CT can be normal in DAI, and while MRI is more sensitive for detection of micro-hemorrhages, both techniques are likely to underestimate the extent of axonal in-jury. In patients who survive significant head injury, later Wallerian degeneration of sheared axons, brain atrophy, and ven-tricular enlargement reveal neuronal dam-age that is often not apparent on initial CT (Fig. 2.12).

◆Diuse Axonal Injury

Diuse axonal injury (DAI) is the cerebral neuronal damage that occurs when the brain is subjected to severe rotational and translational forces in trauma. Because gray and white matter densities are not identical, dierential movement of the cor-tex relative to white matter during rapid acceleration shears traversing axons and perforating vessels.

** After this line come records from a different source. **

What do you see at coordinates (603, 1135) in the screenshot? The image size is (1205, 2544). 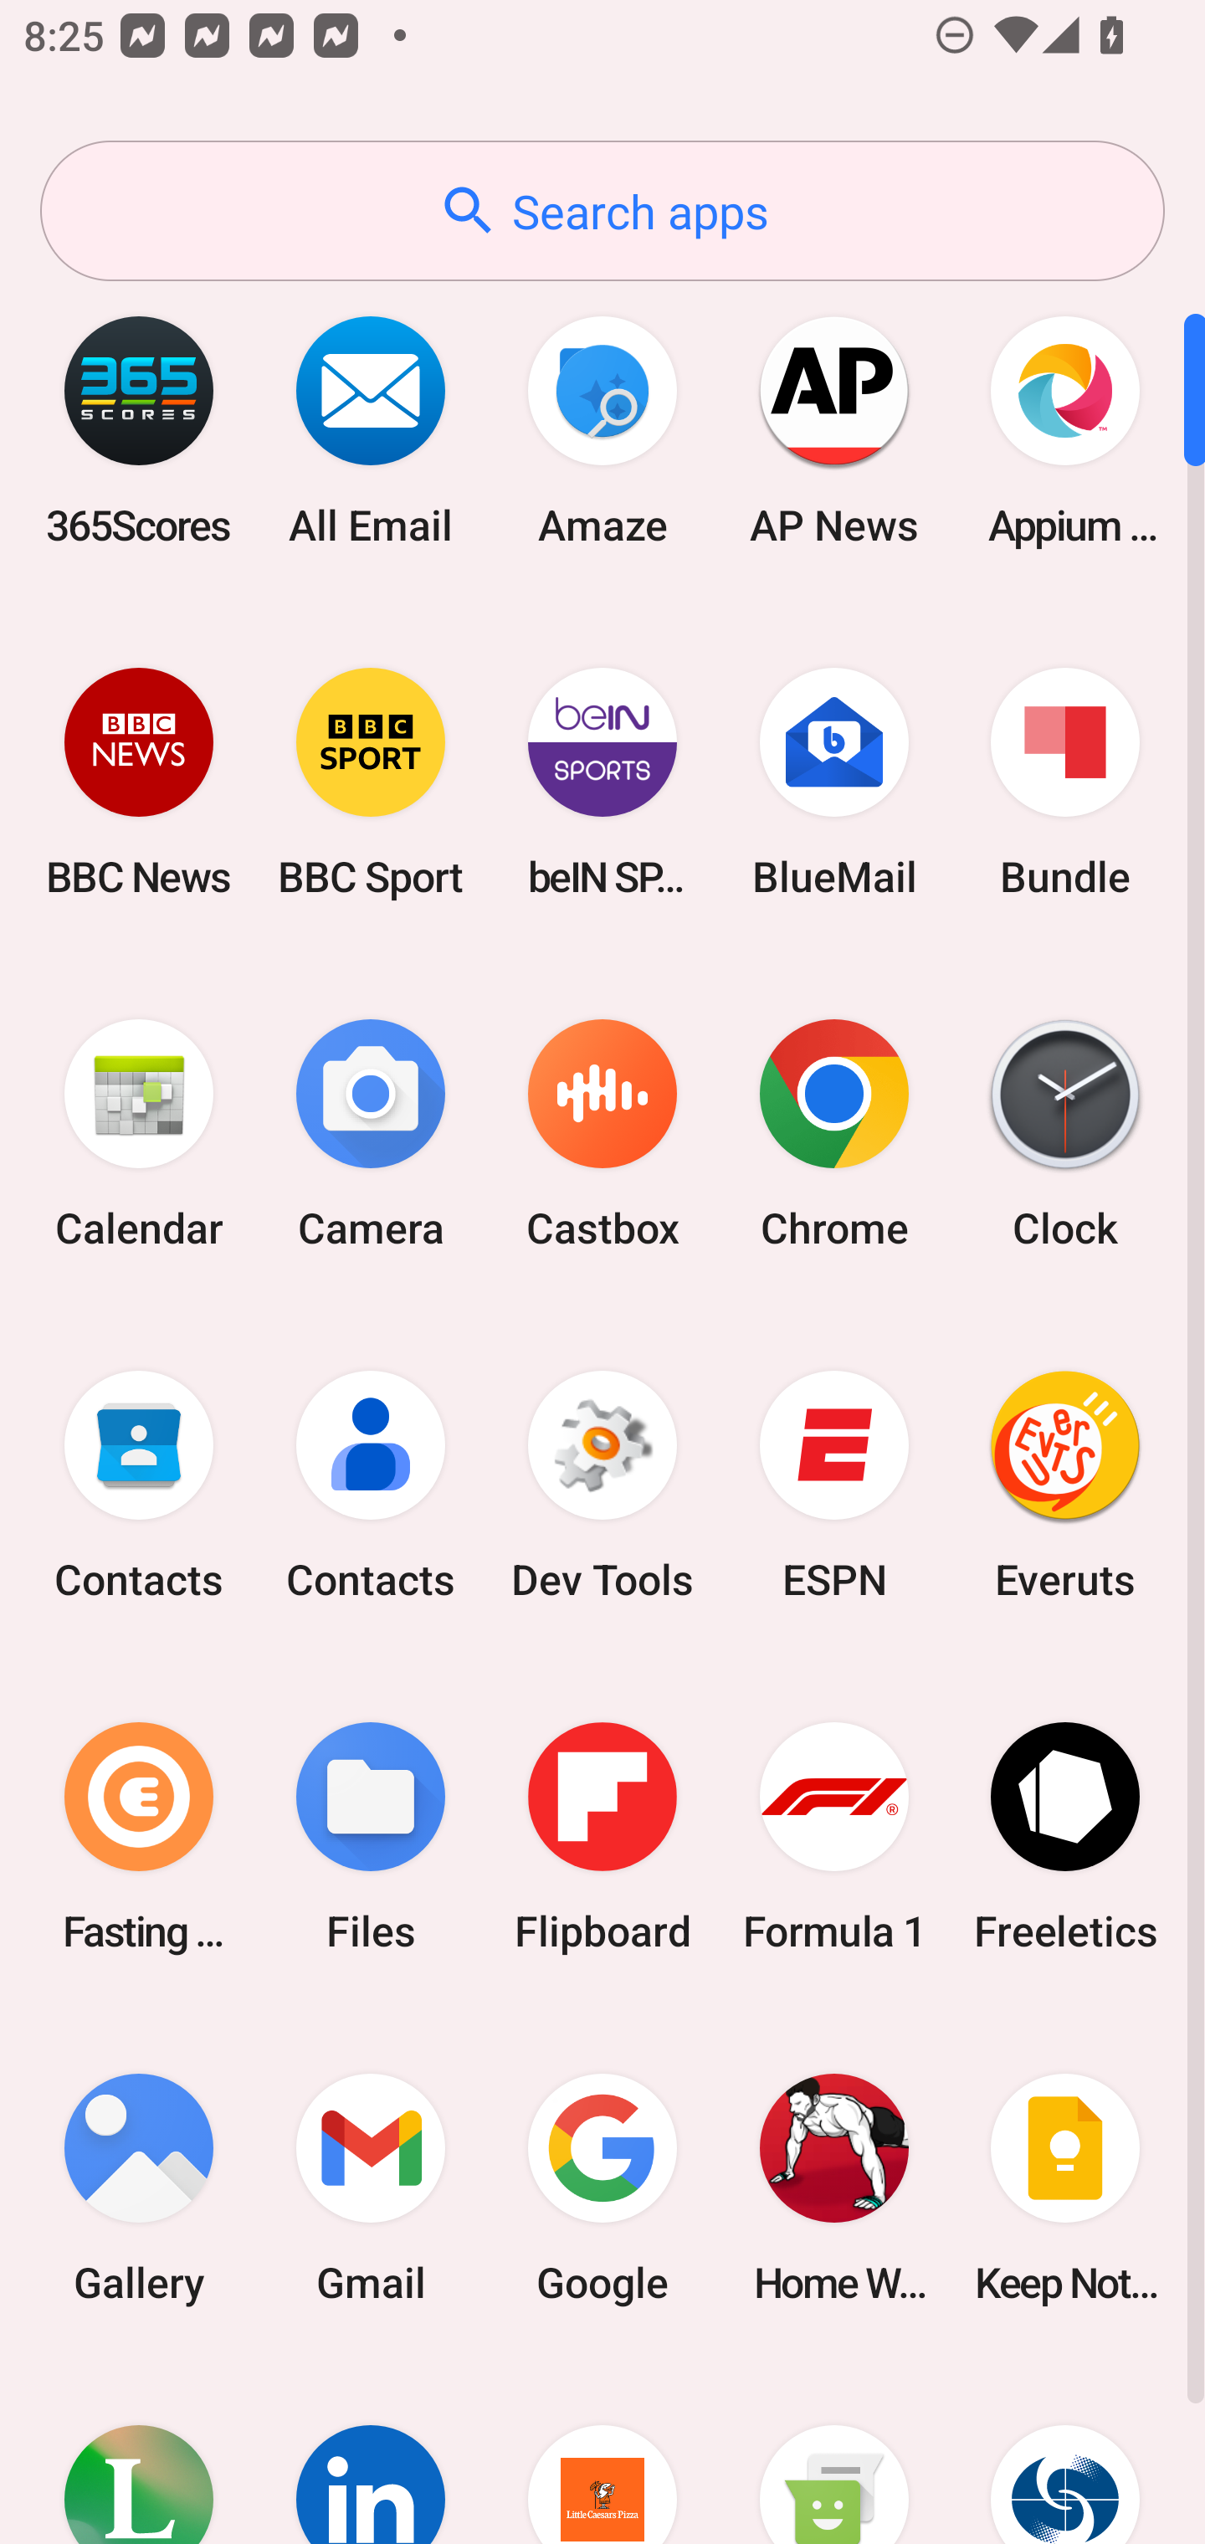 I see `Castbox` at bounding box center [603, 1135].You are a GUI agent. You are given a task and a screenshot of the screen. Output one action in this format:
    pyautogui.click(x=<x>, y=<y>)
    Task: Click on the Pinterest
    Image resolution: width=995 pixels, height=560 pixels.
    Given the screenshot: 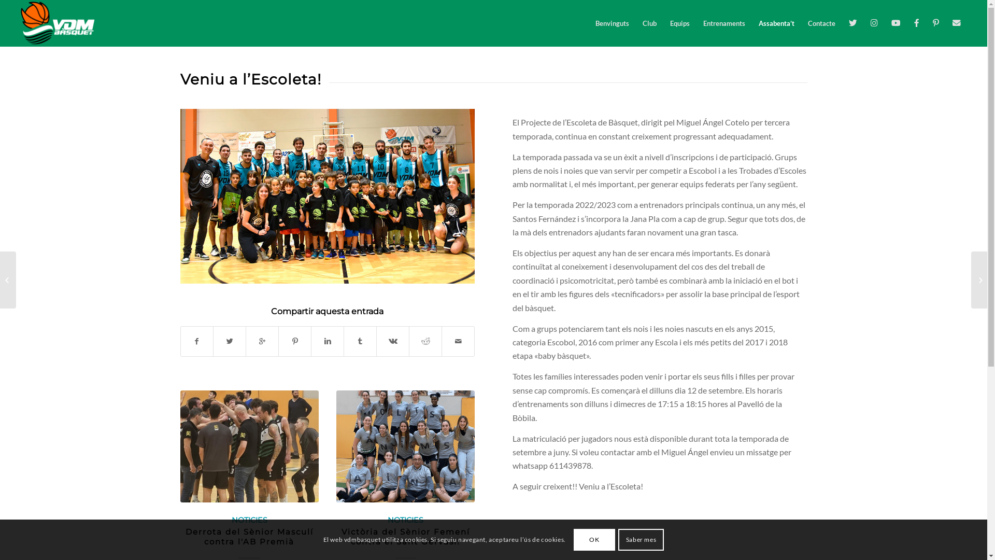 What is the action you would take?
    pyautogui.click(x=936, y=23)
    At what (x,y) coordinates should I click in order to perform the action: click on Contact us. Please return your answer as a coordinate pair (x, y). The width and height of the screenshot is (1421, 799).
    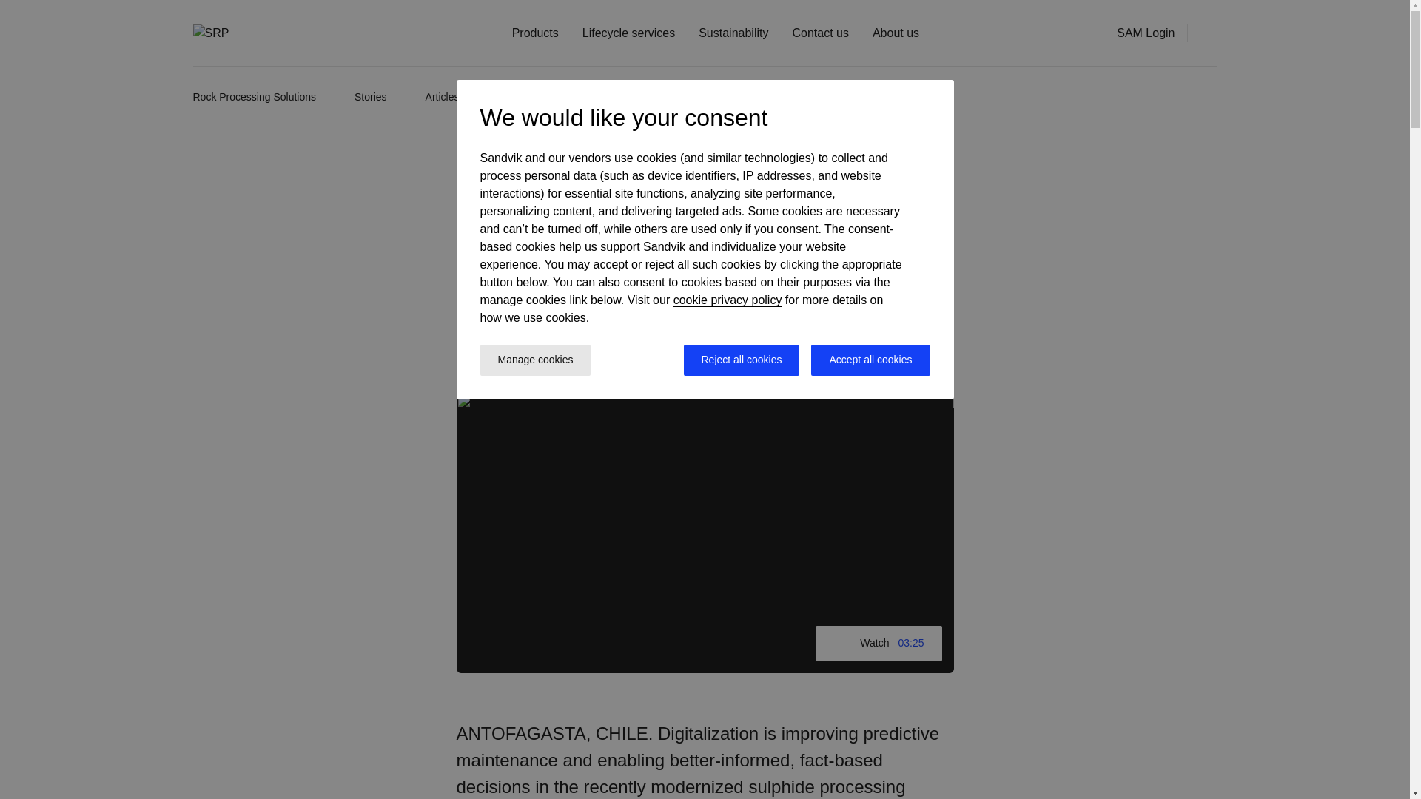
    Looking at the image, I should click on (820, 33).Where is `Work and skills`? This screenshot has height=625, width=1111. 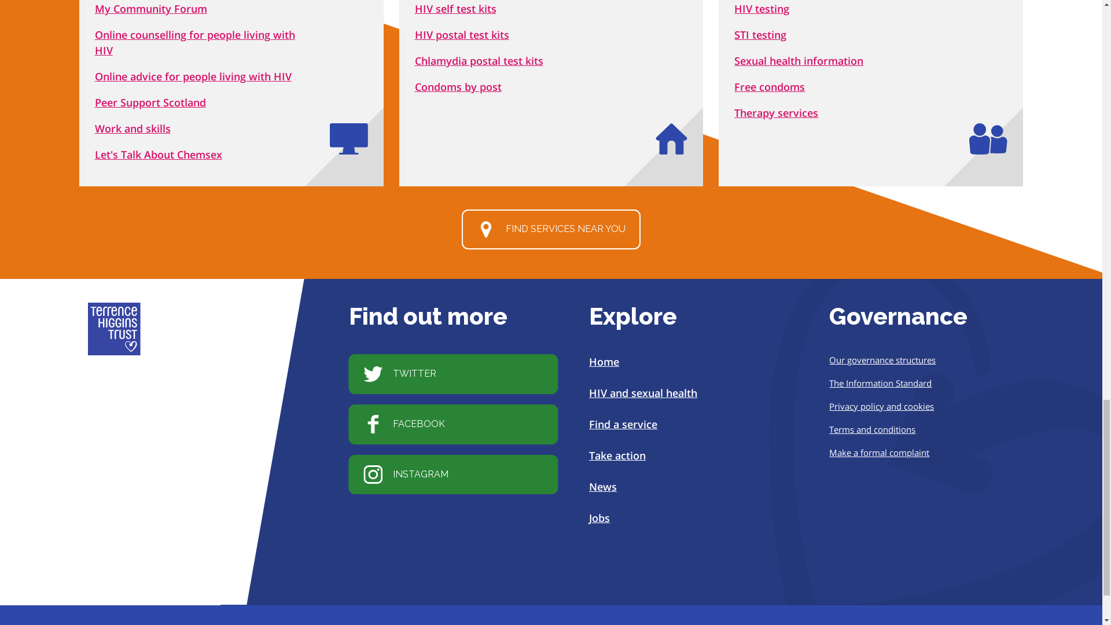
Work and skills is located at coordinates (133, 128).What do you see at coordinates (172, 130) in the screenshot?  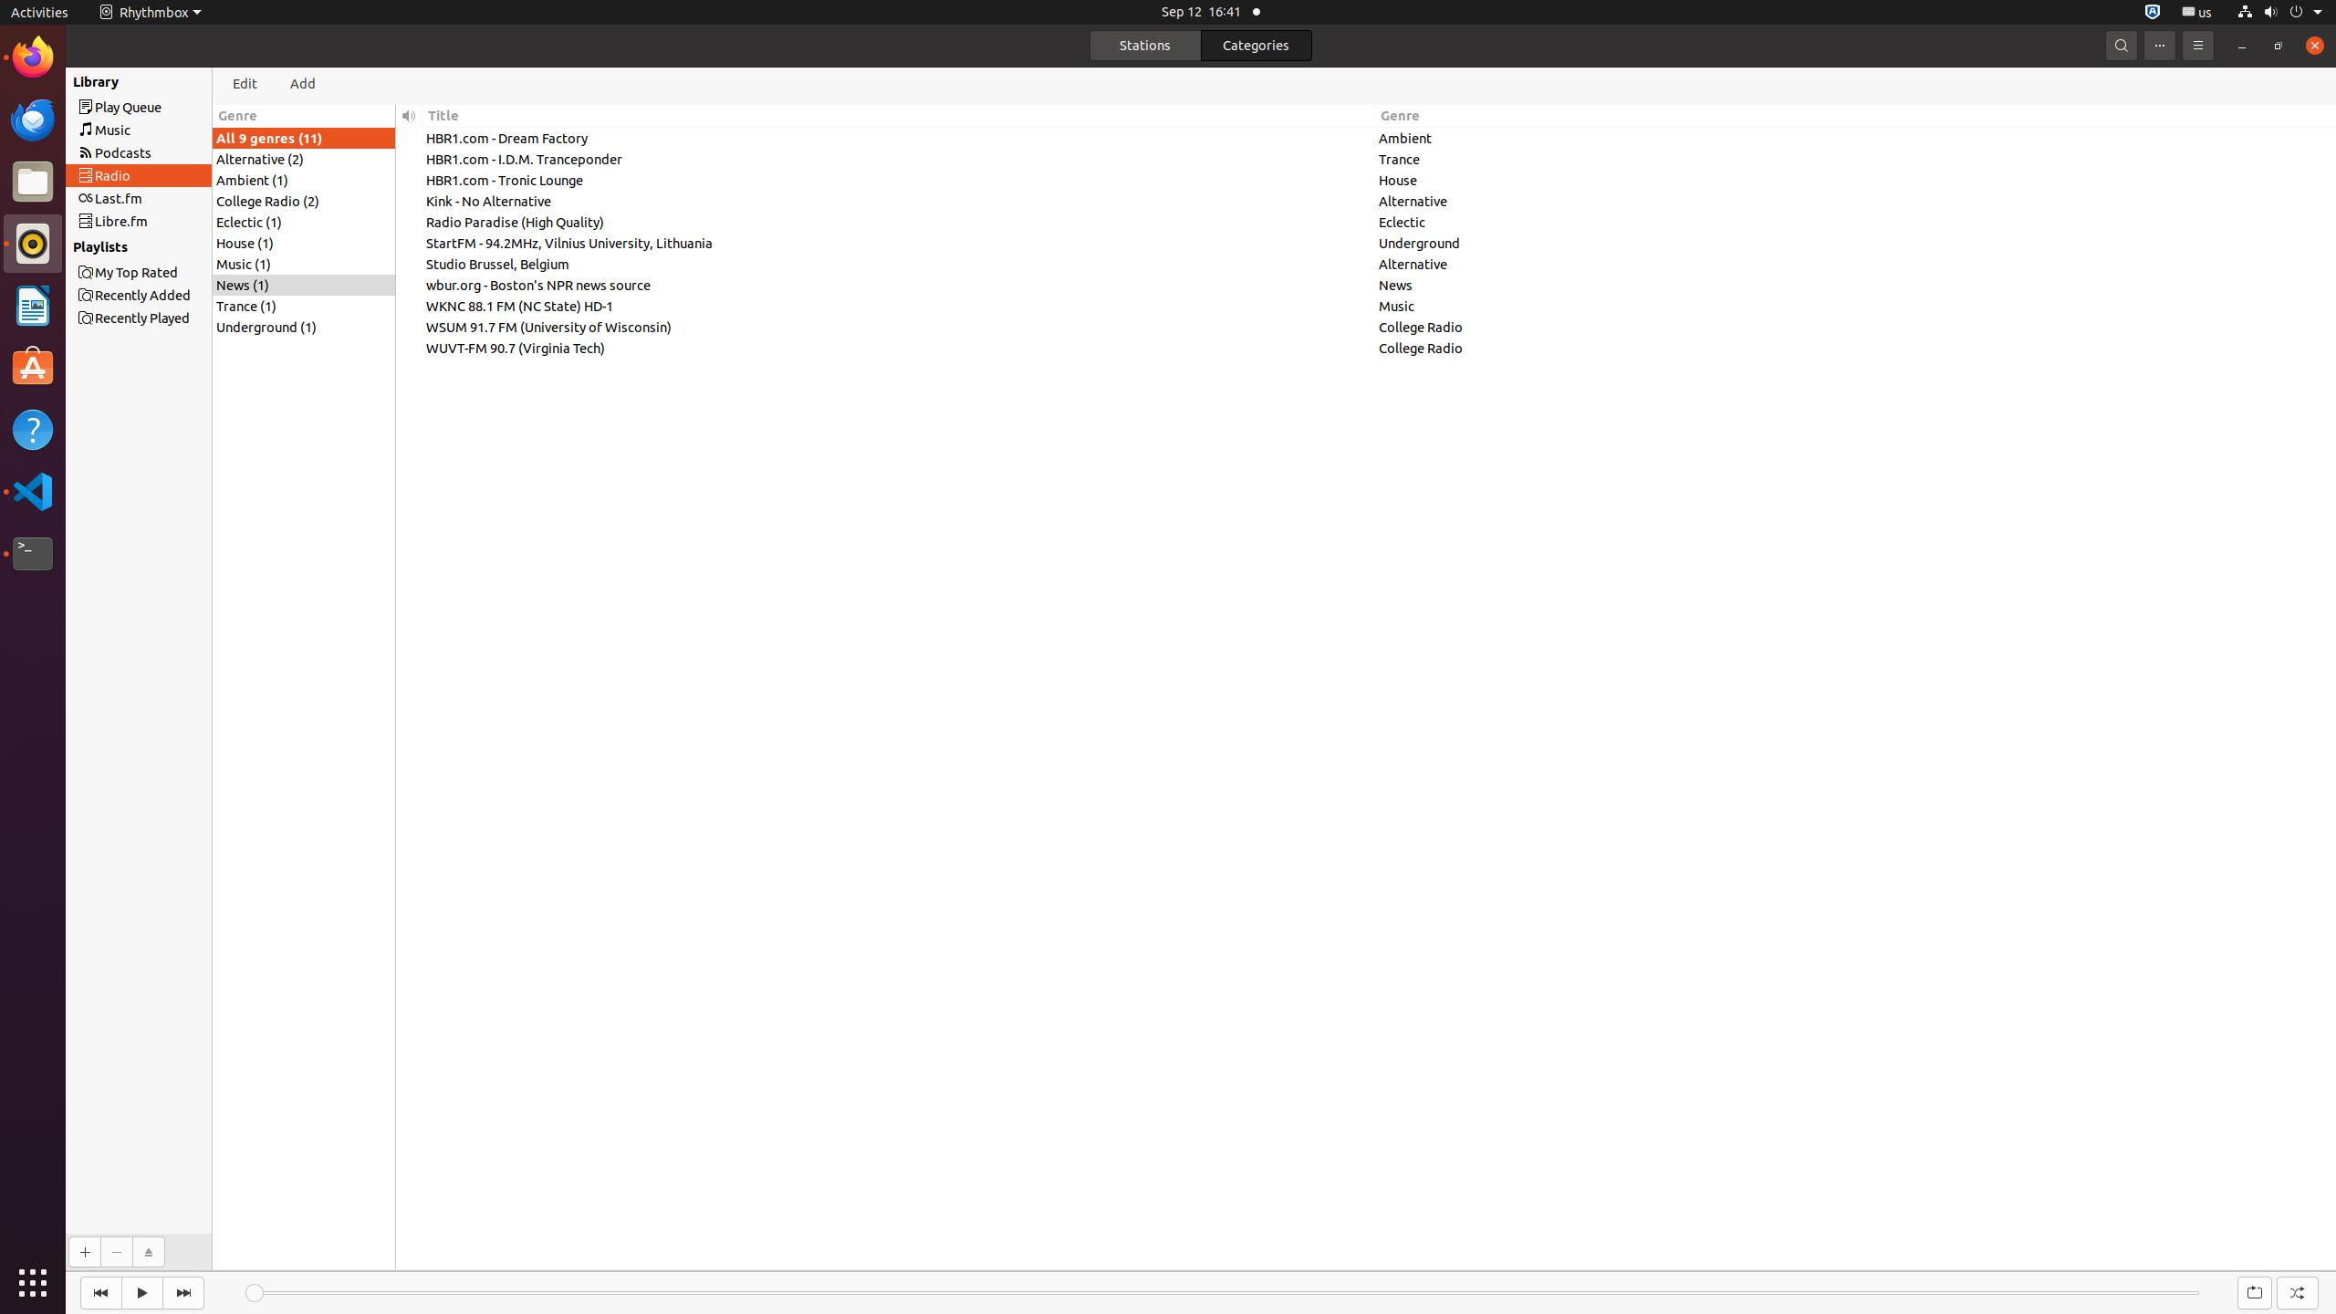 I see `Music` at bounding box center [172, 130].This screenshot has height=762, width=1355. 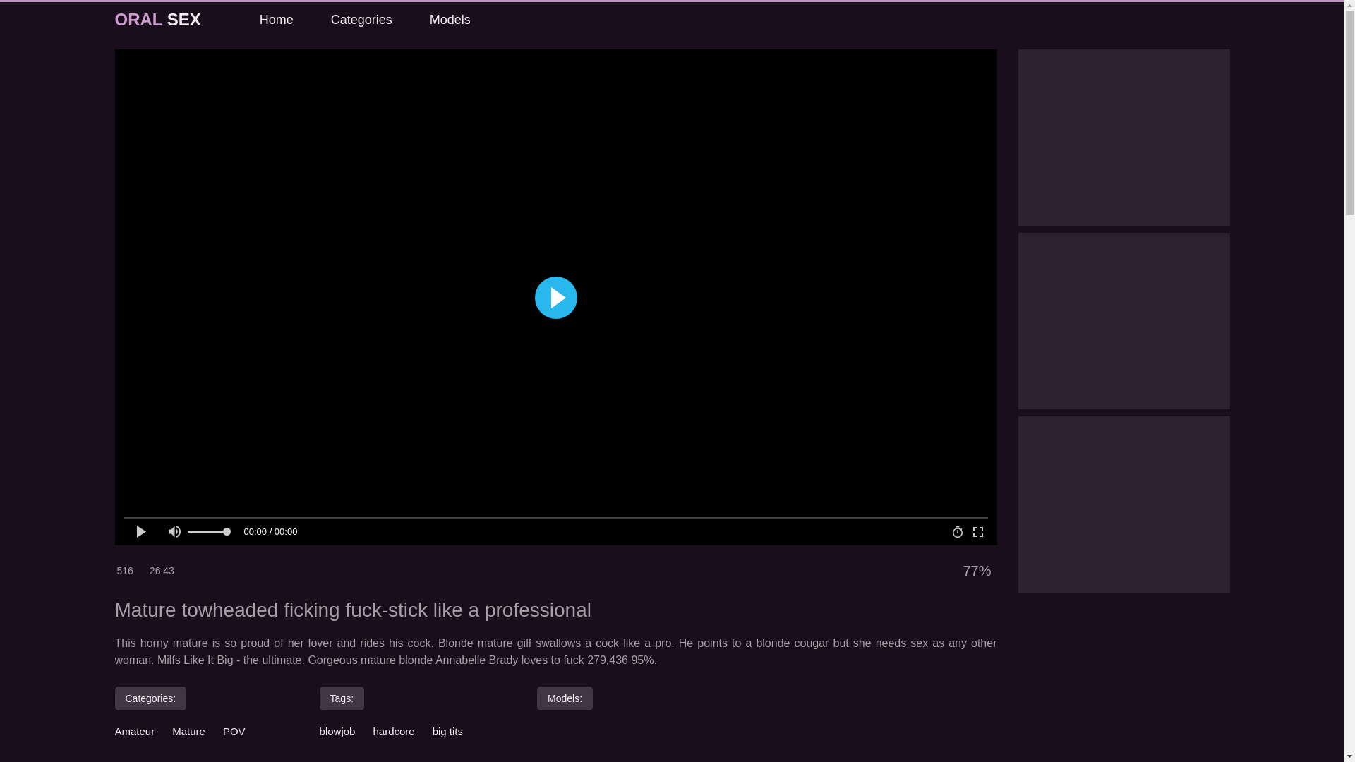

DAI is a devastating injury, usually the consequence of high-velocity motor vehicle accidents, and the patient typically suers an immediate loss of consciousness and remains in a persis-tentvegetativestate.

On CT imaging, DAI is revealed by small petechial hemorrhages from laceration of

Fig. 2.12a–da–d Diuse axonal injury. Punctate hemorrhages at the gray-white matter junction involving the an-terior corpus callosum, right thalamus, and left posterior limb of internal capsule. Associated traumatic subarachnoid hemorrhage within the interpeduncular cistern and left quadrigeminal plate cistern.